In March and April, bee schools are buzzing

Mar. 10—Gerard Godville's apiary in Bridgewater hums with activity and a critical mission: preserving and expanding the insect army that pollinates vegetables, fruit and flowers and contributes to the state's crop of honey, royal jelly and ingredients for natural medicine.

Godville, a beekeeper for 22 years, waxes poetic when it comes to his passion for bees: "If you're a beekeeper, you do a lot more for the environment than a lot of people" — including supporting the success of local agriculture.

Spring is ripe for another beekeeper mission: 'bee schools' that train hobbyists and others interested in the ins and outs of nurturing bees, providing habitats and learning the tools and techniques of beekeeping in a suburban backyard or small farm.

Many of the state's nine regional beekeeper associations run bee schools, including the Pemi-Baker Bee School, held by the Pemi-Baker Beekeepers Association. This school for beginners and returning students runs for four Saturdays at the American Legion in Ashland starting March 16.

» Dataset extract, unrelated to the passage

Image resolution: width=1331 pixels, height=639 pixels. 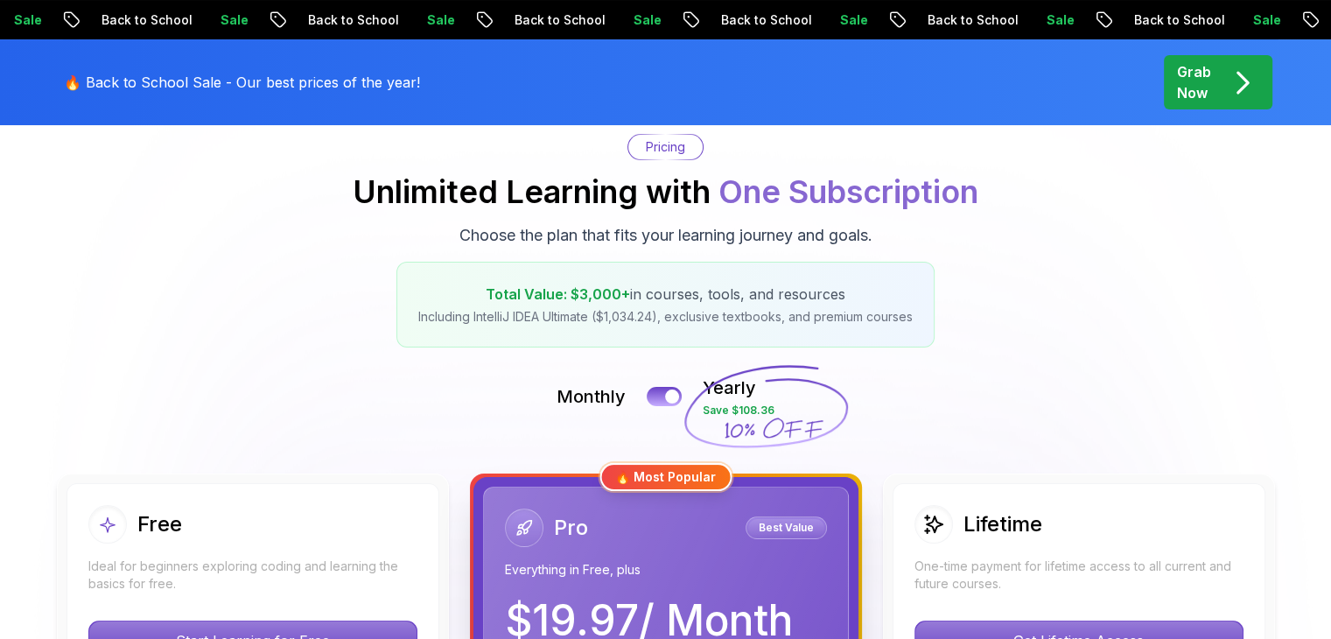 What do you see at coordinates (848, 192) in the screenshot?
I see `span: One Subscription` at bounding box center [848, 192].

Rebecca and Rick Green, who own a pick-your-own blueberry farm in New Hampton, went to bee school to improve their crop.

Rebecca, who is now president of the Pemi-Baker Beekeepers Association, initially said, "Bees? No. My hesitation was about not wanting to be stung."

Now she's an ardent steward of the bees. And she's also a believer in schooling and belonging to a bee club, which enables members to learn from each other — including 'if at first you don't succeed, try, try again' and there's no one way to do things.

"You ask five beekeepers a question and you get six different answers," said Godville. "Everybody makes mistakes. That's how you learn."

Samantha Stevens, owner of Bewitched Acres in Meredith, married farming and a lifelong interest in bees. She enrolled in bee school in 2021.

"I was the weird kid who followed bees instead of butterflies," she said. "Now I have 15 hives."

Bee school is more than a forum for exchanging trade secrets, it's an introduction to bee culture, according to Pemi-Baker members.

Honeybees have complex social lives and shift jobs depending on what's required in the hive. Female worker bees progress from house bee to nurse bee to forager bee. One is specially fed and groomed to be a queen. Male bees, called drones, can't feed themselves. They mate with the queen then die. It's a stratified culture, and a very brief existence.

'Attitude of the hive'

When you hear buzzing inside a hive, that's the sound of bee wings flapping, typically to aerate or heat their environment, according to association members.

"You can tell the attitude of the hive by the buzz," said Stevens. A banana-like smell is a cue to stay away, she said.

Forager bees perform a figure eight dance that tells others the direction and distance of a food source, and how good it is. Some scientific evidence claims that honeybees can recognize human faces.

Pesticides, mites and bee diseases pose an ongoing and increasing threat. According to the University of New Hampshire Cooperative Extension, the Varroa mite, which arrived from Asia in the 1980s, the Nosema infection, and high annual losses of honeybee hives regularly ravage the population.

"People don't think about it when they spray for mosquitoes and ticks. It's also killing the native bees," Green said.

"We've had 65% survival rates," said Godville, adding that a 30% loss over winter is not uncommon.

"We've all lost colonies" at different times, said Clare Eckert of Plymouth, treasurer for the Pemi-Baker association, which has 125 members. Thanks to human intervention and beekeeping, New Hampshire's honeybee population is holding steady, Eckert said.

For bee lovers, beekeeping is more than a farm chore or fleeting interest.

"There are people who set up lawn chairs in front of their beehive and just watch the bees come and go," Eckert said. She said she knew nothing about bees when she started, "but I thought they were cool."

"People keep hives in New York City on rooftops. You can keep hives anywhere," Stevens said.

Jeff McCormick, owner of McCormick's Bee Farm in Gilmanton, started keeping bees in 2012. He said his first hives were a flop.

Now he has 250 hives and raises queens and sells bees, beekeeping equipment and honey as a full-time job. He describes bee school and bee club as a communal learning experience that supplies not just companionship, but new ideas.

"My skill as a beekeeper is getting better," he said, "when you find something that works. You're never truly a master at it. There are a lot of nuances to learn."

To enroll in Pemi-Baker Beekeepers Association's Bee School, go to www.pemibakerba.org. Online registration for the session that starts Saturday continues through March 13.

For information on other bee schools and regional beekeeping clubs in New Hampshire, go to www.nhbeekeepers.org.